English novelist, poet & critic (1922-1995)
A bad review may spoil your breakfast, but you shouldn't allow it to spoil your lunch.
KINGSLEY AMIS
attributed, Aren't We Due a Royalty Statement?
We should be wrong to demand that a critic must stay on the point all the time; it is enough if he remains in orbit around it.
KINGSLEY AMIS
"Phoenix Too Frequent", What Became of Jane Austen?

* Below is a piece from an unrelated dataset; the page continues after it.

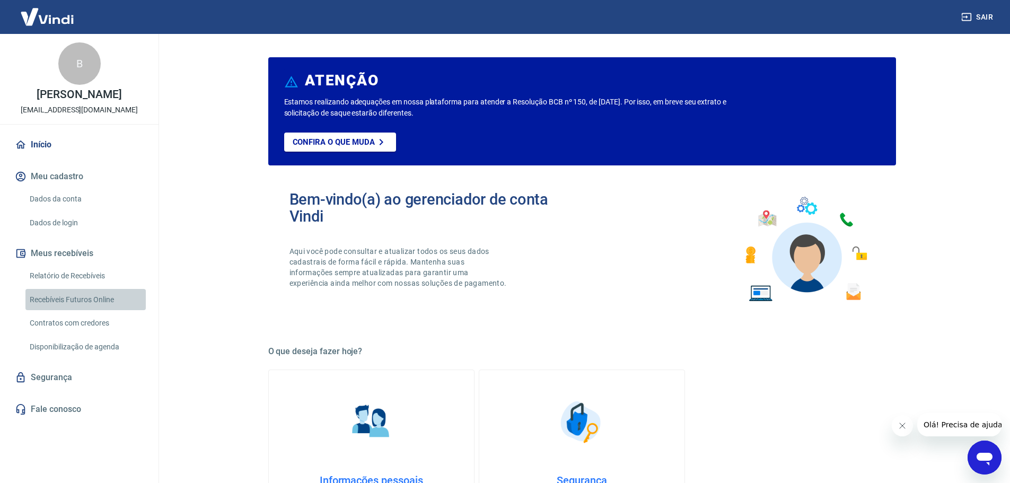 The height and width of the screenshot is (483, 1010). Describe the element at coordinates (85, 223) in the screenshot. I see `a: Dados de login` at that location.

All his faces were designed to express rage or loathing. Now that something had happened which really deserved a face, he had none to celebrate it with. As a kind of token, he made his Sex Life in Ancient Rome face.
KINGSLEY AMIS
Lucky Jim
Only a world without love strikes me as instantly and decisively more terrible than one without music.
KINGSLEY AMIS
The Amis Collection: Selected Non-fiction
To refer even in passing to unpublished or struggling authors and their problems is to put oneself at some risk, so I will say here and now that any unsolicited manuscripts or typescripts sent to me will be destroyed unread. You must make your way yourself. Why you should be so set on the nearly always disappointing profession is a puzzling question.
KINGSLEY AMIS
The Amis Collection: Selected Non-fiction
Women are really much nicer than men: No wonder we like them.
KINGSLEY AMIS
"A Bookshop Idyll", A Case of Samples
The world that seemed so various and new, well, it does contract. One's burning desire to investigate human behavior, and to make, or imply, statements about it, does fall off. And so one does find that early works are full of energy and also full of vulgarity, crudity, and incompetence, and later works are more carefully finished, and in that sense better literary products. But . . . there's often a freshness that is missing in later works--for every gain there's a loss. I think it evens out in that way.
KINGSLEY AMIS
The Paris Review, winter 1975
Growing older, I have lost the need to be political, which means, in this country, the need to be left. I am driven into grudging toleration of the Conservative Party because it is the party of non-politics, of resistance to politics.
KINGSLEY AMIS
Sunday Telegraph, Jul. 2, 1967
They're laughing because they're mad, too mad to be able to tell what's funny any more. The rewards for being sane may not be very many but knowing what's funny is one of them.
KINGSLEY AMIS
Stanley and the Women
How wrong people always were when they said: "It's better to know the worst than go on not knowing either way." No; they had it exactly the wrong way round. Tell me the truth, doctor, I'd sooner know. But only if the truth is what I want to hear.
KINGSLEY AMIS
Lucky Jim
It is natural and harmless in English to use a preposition to end a sentence with.
KINGSLEY AMIS
The King's English: A Guide to Modern Usage
I don't say that the drunk man is the real man, and the sober man merely a shell. But you find out something different about people when they're drunk. Of course, you sometimes find that they're not different at all--that you merely get more of the same, perhaps said rather more loudly and incoherently, but basically the same.
KINGSLEY AMIS
interview, The Paris Review, winter 1975
With some exceptions in science fiction and other genres I have small difficulty in avoiding anything that could be called American literature. I feel it is unnatural, not I think entirely because it uses a language that is not mine, however closely akin to my own.